Tea at The Rosenbach: Goddess of Mercy

This blog post was written by Andrew White 

I’ll admit it. Not only am I a tea fanatic, I will try a tea just because the name is cool—even if I don’t expect to like it. Green tea is not my favorite—I think it tastes like a grass stain—but I’ve brought home Dragon Well and Gunpowder in hopes that drinking them would make me feel like Bruce Li, or Blackbeard.

They didn’t. However, the tea with the coolest name, Iron Goddess of Mercy—fit for a metal band, or at least an album—is, to my taste, worthy of its name. Iron Goddess of Mercy, or Tieguanyin, is on my mind because I pass the Goddess of Mercy whenever I give a tour of Rosenbach collections. It’s hard to see Guanyin without hearing her call to be merciful, or at least, wanting a steaming cup of Tieguanyin. Here’s Guanyin:

You feel more merciful just seeing her, don’t you? The Rosenbach’s Guanyin hails from Northern China (or Southern Manchuria)is a thousand years old, and lost her head at one point—as you see from the tastefully repaired scar at her throat. Guanyin is a bodhisattva, which my beginnerBuddhist mind understands as a being who has completed her cycles of reincarnation, but delays her blissful reunion with infinity to help the rest of us scale the heights of existence. We all know people who seem too wise and good to be mortal—Eleanor Roosevelt, Mr. Rogers, and Oprah spring to mind—so I can’t help but suspect that bodhisattvas walk among us.  
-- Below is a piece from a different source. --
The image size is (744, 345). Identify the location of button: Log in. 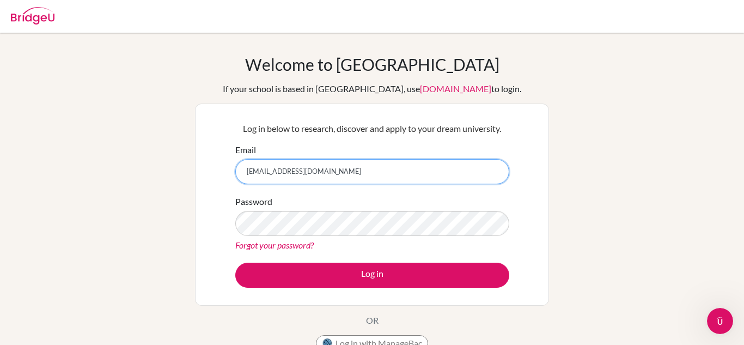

The tea Guanyin gives her name to, Iron Goddess of Mercy, is sweet and flavorful and has a silky texture. Because it’s an oolong, and doesn’t have as much caffeine as a black tea, and because I only find it seasonally, it’s been a while since I had Tieguanyin. On Saturday I went in search of a cup, and found it in Reading Terminal Market, at Tea Leaf. The staff made me a cup of Iron Goddess as good as the Tieguanyin I remember. Because there are multiple legends explaining how Iron Goddess of Mercy got its name, I asked the staff which they thought was most plausible.

They weren’t sure. But here’s what I’ve heard: Long ago, a poor laborer passed a rundown temple to Guanyin on his way home from work each day. Little by little the laborer cleaned and repaired it, and would conclude his visits by drinking a cup of tea before the iron statue of the bodhisattva. To thank him for tending her sanctuary, Guanyin inspired the laborer to explore behind her temple. There, he found a tea plant that yielded a particularly fine variety of tea—her gift to him, his friends, family, and neighbors.     

And me! The final leg in my journey to understand Guanyin led me to the Asian Art galleries of the Philadelphia Museum of Art, which has Guanyins of jade, bronze, stoneware, porcelain, willow, linden, and ink. My favorite was a male Guanyin.  Before her fame spread from India to China, Guanyin was known as a male deity by the name of Avalokiteshvara. Like its variant Guanyin, the etymology of Avalokiteshvara’s name suggests that he tunes in to the cries of all who suffer, and looks out for them. The warmhearted and agreeably polymorphous nature of Guanyin/Avalokiteshvara makes her, among many other things, a fitting deity of tea. If you are interested in learning more about the history and lore of tea, a new Rosenbach exhibition, Off the Shelf… Game on! contains a case of objects for serving tea, and is open now.